Now I was having monthly visits. The psychiatrist enabled me to sift through the fog and see what it was I was actually dreaming. It helped. It didn’t go away, but I would wake up saying to myself, ‘It’s OK, Baz, it’s OK … they’re OK!’ Or something.
Then, as if to finally break me as August approached, for the first time I dreamed about an incident that had really happened in the jungle. It was something I had always tried to shut out if it tried to intrude in the form of a flashback. It had to do the shooting of the old VC woman. I think she’d been badly wounded. She had walked into our position in the jungle. Bang … shit. Then she was being carried to the Bell helicopter. The badly wounded woman would abuse me, and spit out vile accusations that seemed to ring true. Her comments about my arrogance and prejudices were very accurate. Finally, she would shame me in a way that would destroy my last vestige of self-respect. I would wake up swamped with depression and hopelessness — a hopelessness that could only be satisfied by my own death or suicide. I hadn’t contemplated the latter, but there were times when I wondered what future there was for me.
I was curious about the old woman’s recovery. Had she survived? What did it do to her life, her attitude toward us, to me? Did she have family? … At times, my mind would haunt me, until finally the incident manifested itself in the nightmare that centred on the VC woman’s abuse and taunts. Every utterance of the woman in the nightmare was a damning condemnation of Australia’s part in the war. Her argument had more logic than the political line trumpeted by our leaders. Sometimes I relived scenes from the demonstrations I had witnessed years earlier. My mind seemed unstable and irrational. The scenes were warped and unreal, but her ranting appeared to be the absolute truth. For the first time, I was frightened that my subconscious was no longer something I could deny and keep under control — it was starting to control me. It emerged only when I was asleep, when my guard was down. I didn’t tell my psychiatrist about that one … no bloody way.

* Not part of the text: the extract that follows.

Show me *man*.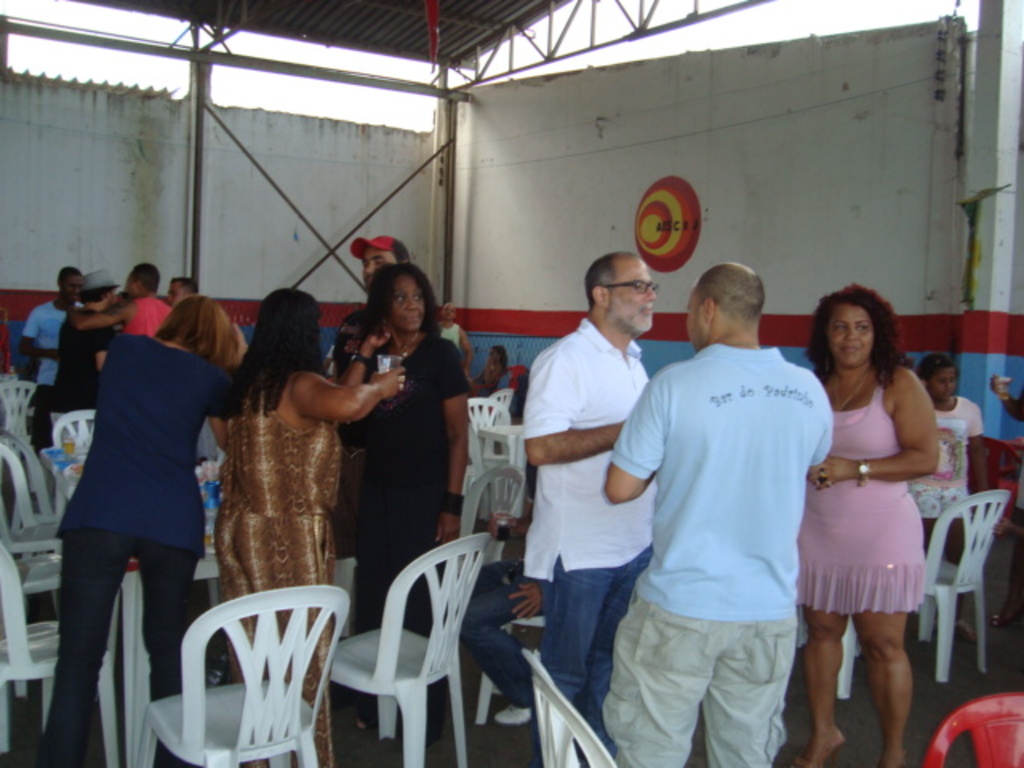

No matter how strong these signals were, I was obsessed with the notion that nothing would stop me from working. Stupidity, pride, guilt, and shame all worked together to make me gradually work myself into the ground rather than confront my own demons. My doctor was concerned for my health, and offered me an extended sick leave. I thanked him but refused to take it. At work, I was admired for my enthusiasm and output.